Sunday, June 12, 2016
Chap. XVIII The Atheists
I. THE PHILOSOPHIC ECSTACY
But since many philosophers in eighteenth-century France were hostile to Christianity as they knew it, the word philosophe took on an anti-Christian connotation; and usually, in our use of the French term, it will carry that implication. So we shall call La Mettrie, Voltaire, Diderot, d'Alembert, Grimm, Helvétius, and d’Holbach philosophes. The debate that agitated the intellectual classes in the half century before the Revolution was not quite a conflict between religion and philosophy, it was primarily a conflict between the philosophes and Catholic Christianity as it then existed in France. It was the pent up wrath of the French mind after centuries in which religion had sullied its services with obscurantism, persecution, and massacre. The reaction went to extremes, but so had the massacre of St. Bartholomew (1572), the assassination of Henry IV (1610), and the dragonnades of the Revocation (1685).
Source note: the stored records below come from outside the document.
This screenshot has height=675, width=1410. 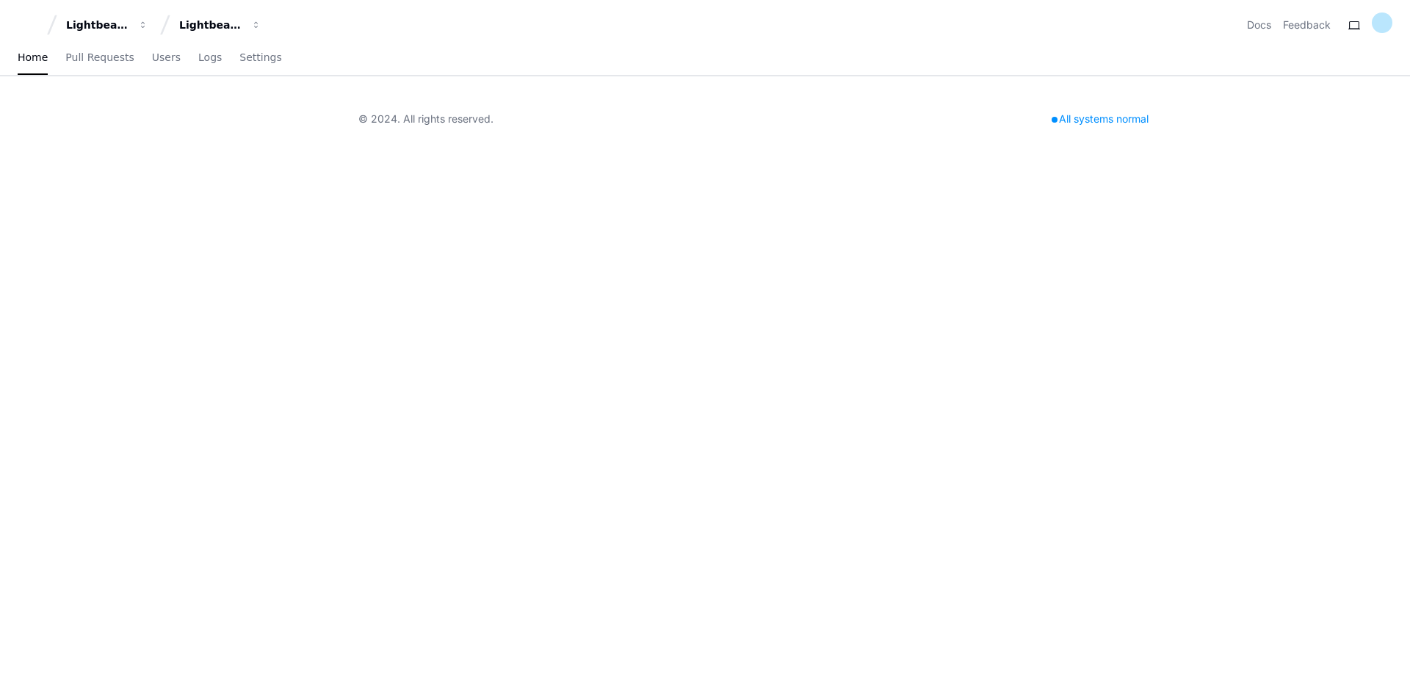 I want to click on a: Settings, so click(x=260, y=58).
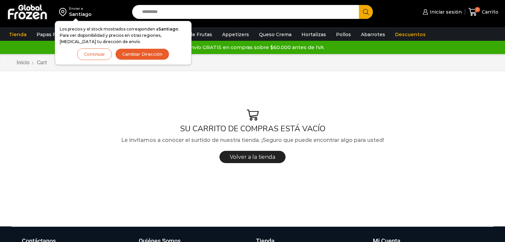  What do you see at coordinates (366, 12) in the screenshot?
I see `button: Search button` at bounding box center [366, 12].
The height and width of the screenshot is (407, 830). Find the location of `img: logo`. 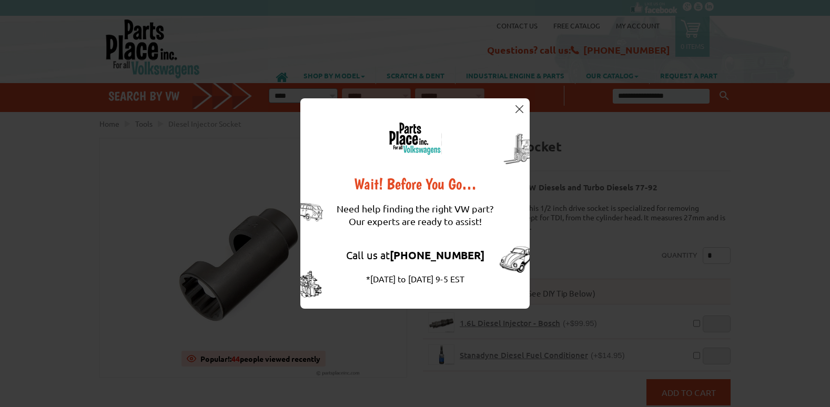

The French philosophers were a new breed. First of all, they were clear. They were not solemn recluses, talking to themselves or their like in esoteric gibberish. They were men of letters, who knew how to make thoughts shine through words. They turned their backs on metaphysics as a hopeless quest, and on systems of philosophy as pretentious vanities. They wrote not long convoluted treatises, laboriously evolving the world from one idea, but relatively short essays, diverting dialogues, novels sometimes spiced with obscenity, satires that could slay with laughter, epigrams that could crush with a line. These philosophers attuned their speech to the men and women of the salons; in many cases they addressed their works to distinguished ladies; such books were bound to be intelligible, and might make atheism charming. So philosophy became a social force, moving out of the schools into society and government. It took part in the conflict of powers; It was in the news. And since all educated Europe looked to France for the latest notions, the works of the French philosophers reached into England, Italy, Spain, Portugal, Germany, Sweden, and Russia.
For now the faith in reason, which had had its chanticleer in Francis before, became the foundation and instrument of "liberal" thought—i.e., in this aspect, thought liberated from the myths of the Bible and the dogmas of the Church. Reason appeared in all the glory of a new revelation; it claimed authority henceforth in every field, and proposed to reform education, religion, morals, literature, economy, and government in its own bright image. The philosophes admitted the frailty of reason, as of everything human; they knew that it could be deceived by bad logic or a mistaken interpretation of experience; and they did not have to wait for Schopenhauer to tell them that reason is usually the servant of desire, the handmaiden of the will.
A spirit of optimism prevailed among the philosophes. Never had men been so confident that they could remold, if not themselves, at least society. There rose in the second half of the eighteenth century an élan of the mind that seemed to make old and ailing France young and strong again. Not since the days of the Greek Sophists had there been so many ideas in the air, or so invigorating a spirit of inquiry and debate. And because Paris was now the intellectual capital of Europe, the Enlightenment became as wide a movement as the Renaissance and the Reformation.
IV. IS MAN A MACHINE?
La Mettrie quoted a probably fictitious "friend" as holding that "the universe will never be happy unless it is atheistic"; for then there will be no more theological disputes, no ecclesiastical persecutions, no more religious wars, and man will express his natural instincts with no sense of sin. Let no man (said La Mettrie) repent his indulgence in sensual delights if these involved no harm to others.